Just make sure I'm around when you've finally got something to say.--Toad the Wet Sprocket

Thursday, May 9, 2019

How the B17 Revolutionized Aircraft Safety


The Boening Flying Fortress was nineteen feet high, seventy-five feet long and had two wings that were one hundred and three feet wingspan.  Containing several machine guns and 4,800 pounds of a payload of bombs the B17 was the most important bomber plane in World War II and was born of a fiery catastrophe that revolutionized aviation.

In 1935 aircraft engineers were busy building the next generation of war airplanes. After months of testing the greatest one is set to make its debut on October 30.  The U.S. Army Air Corp rolls out Boening's Flying Fortress, the most technically advanced aircraft ever built. A four-engine plane that can travel farther distances and carry much larger payloads.  This plane will be a gamechanger. 

Army test pilots Major Ployar Hill and Lieutenant Donald Putt and three other crew members aboard the plane for the test flight.  It takes off but something goes wrong and it crashes to the ground killing Hill and crew member Les Howard and leaving Putt badly burned with a head injury.  This was the finest plane ever built and was flown by the best pilots available. So what went wrong?

When Putt was able to talk he explained that Hill forgot to unlock the plane's "gust locks" which locked control surfaces in place and by the time they took off it was too late to fix it which messed up the altitude on the plane causing it to stall and crash.  Normally there are only three or four items to check off before take off, but the B17 was a much more complicated plane and it required thirty-eight items to check off in a particular order which was too much for one man to remember. 

The Army Air Corp solved this by coming up with a pre-flight checklist that the pilot goes over with the co-pilot.  This now standard safety item is all due to the B17 Flying Fortress which incidentally we wouldn't have won World War II without.  Now even aircraft as small as two-seaters use them all the way up to big airliners.  They are an integral part of flying and we can't do without them.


■ What is expected:
Output the records below in full, word for word; pictures do not belong in it.

■ Records for the task:
--------------------------------

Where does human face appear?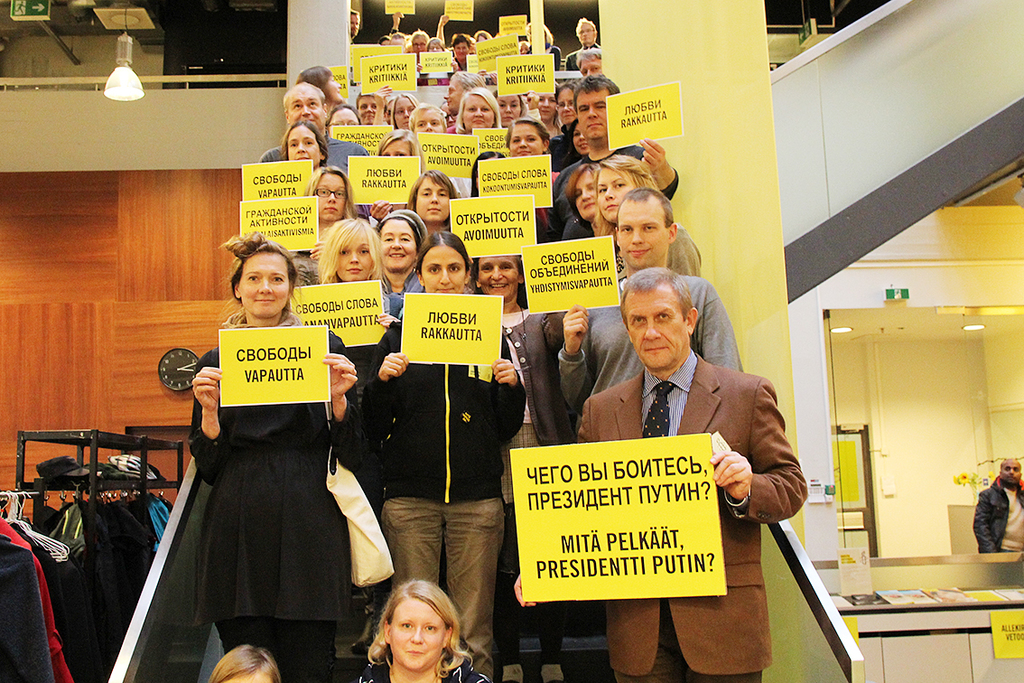
Appears at locate(476, 257, 518, 296).
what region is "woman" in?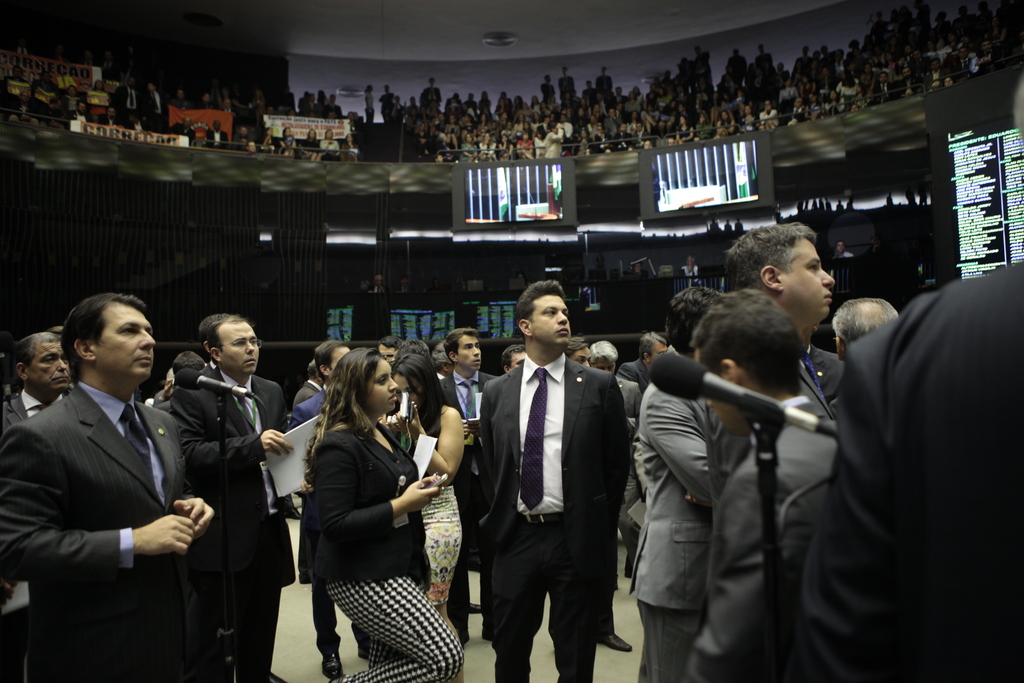
select_region(740, 105, 758, 129).
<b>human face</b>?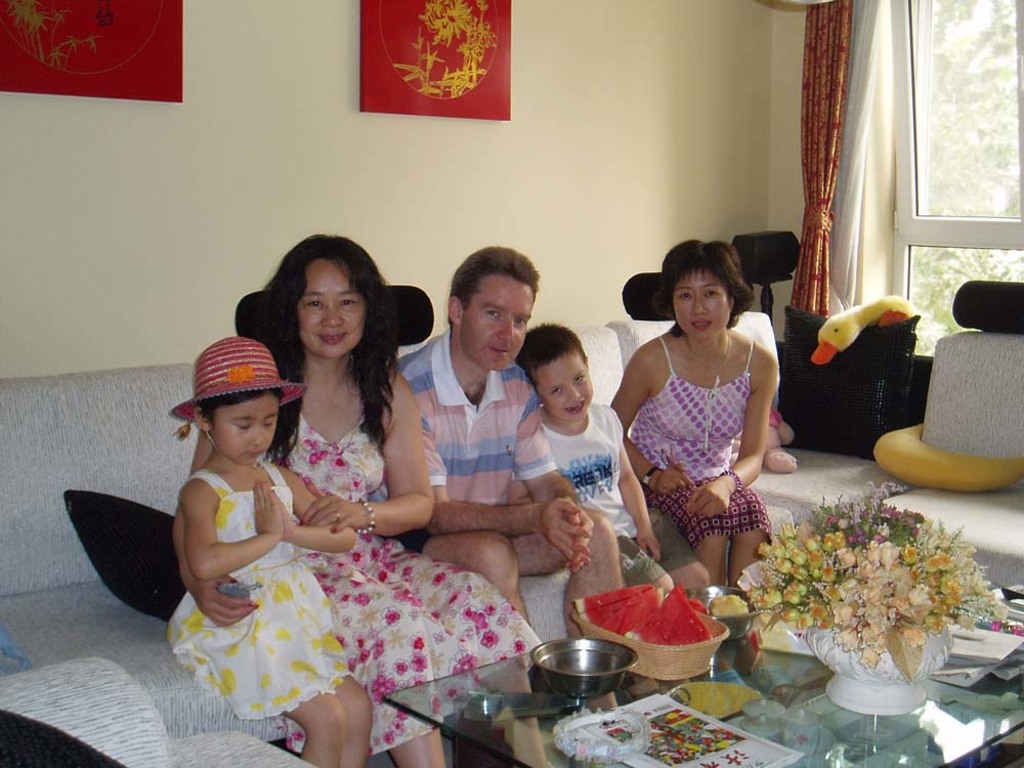
select_region(461, 273, 534, 372)
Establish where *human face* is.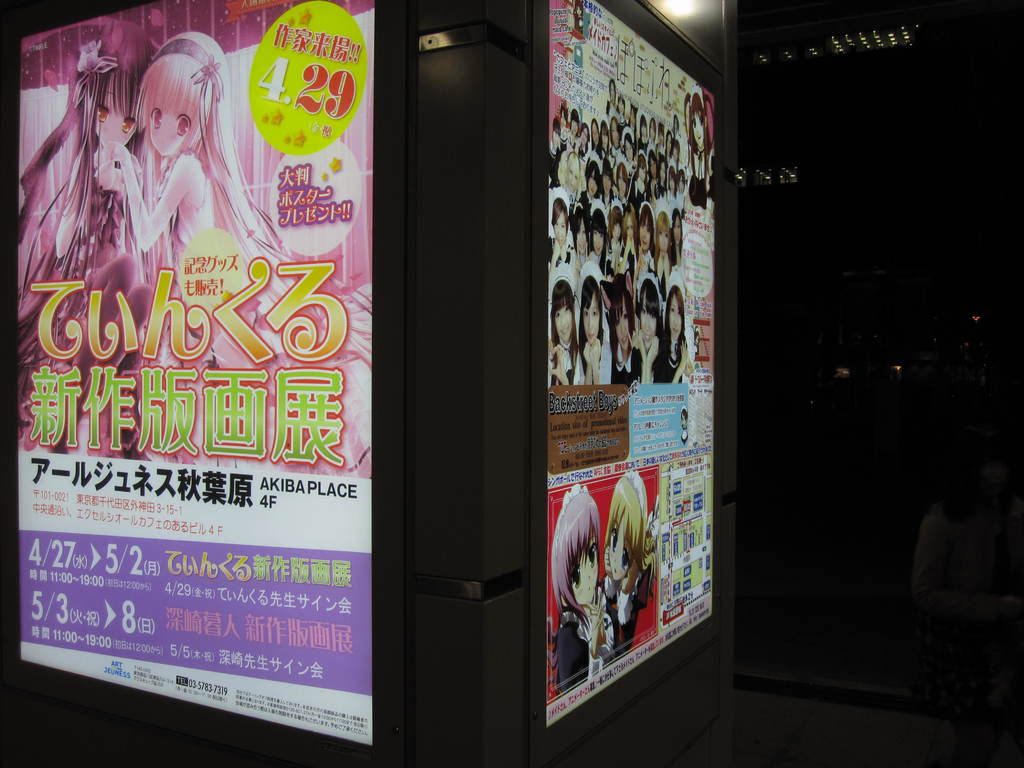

--------------------------------

■ Task answer:
Where does human face appear?
Appears at locate(476, 257, 518, 296).
what region is "woman" in?
select_region(740, 105, 758, 129).
<b>human face</b>?
select_region(461, 273, 534, 372)
Establish where *human face* is.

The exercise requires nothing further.